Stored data
***

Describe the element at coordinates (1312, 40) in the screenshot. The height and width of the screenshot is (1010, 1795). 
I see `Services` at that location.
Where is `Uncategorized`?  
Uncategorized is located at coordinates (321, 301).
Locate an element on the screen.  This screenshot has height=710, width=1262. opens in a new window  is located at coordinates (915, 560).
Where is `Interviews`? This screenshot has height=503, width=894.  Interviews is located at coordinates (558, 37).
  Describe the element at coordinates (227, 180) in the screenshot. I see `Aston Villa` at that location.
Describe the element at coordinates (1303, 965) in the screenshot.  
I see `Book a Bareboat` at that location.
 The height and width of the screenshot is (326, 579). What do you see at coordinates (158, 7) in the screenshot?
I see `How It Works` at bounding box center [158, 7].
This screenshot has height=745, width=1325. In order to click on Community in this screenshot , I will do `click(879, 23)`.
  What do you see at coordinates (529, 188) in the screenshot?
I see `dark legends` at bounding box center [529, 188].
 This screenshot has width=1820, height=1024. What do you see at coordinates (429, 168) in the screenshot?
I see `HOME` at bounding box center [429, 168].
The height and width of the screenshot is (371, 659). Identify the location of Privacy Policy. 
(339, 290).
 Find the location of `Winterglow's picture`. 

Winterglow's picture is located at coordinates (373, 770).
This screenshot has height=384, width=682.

***

- [Work item]: Return, word for word, every line from the line with "Describe the element at coordinates (1303, 965)" to the final line of the data.

- [Solution to this exercise]:
Describe the element at coordinates (1303, 965) in the screenshot.  
I see `Book a Bareboat` at that location.
 The height and width of the screenshot is (326, 579). What do you see at coordinates (158, 7) in the screenshot?
I see `How It Works` at bounding box center [158, 7].
This screenshot has height=745, width=1325. In order to click on Community in this screenshot , I will do `click(879, 23)`.
  What do you see at coordinates (529, 188) in the screenshot?
I see `dark legends` at bounding box center [529, 188].
 This screenshot has width=1820, height=1024. What do you see at coordinates (429, 168) in the screenshot?
I see `HOME` at bounding box center [429, 168].
The height and width of the screenshot is (371, 659). Identify the location of Privacy Policy. 
(339, 290).
 Find the location of `Winterglow's picture`. 

Winterglow's picture is located at coordinates (373, 770).
This screenshot has height=384, width=682.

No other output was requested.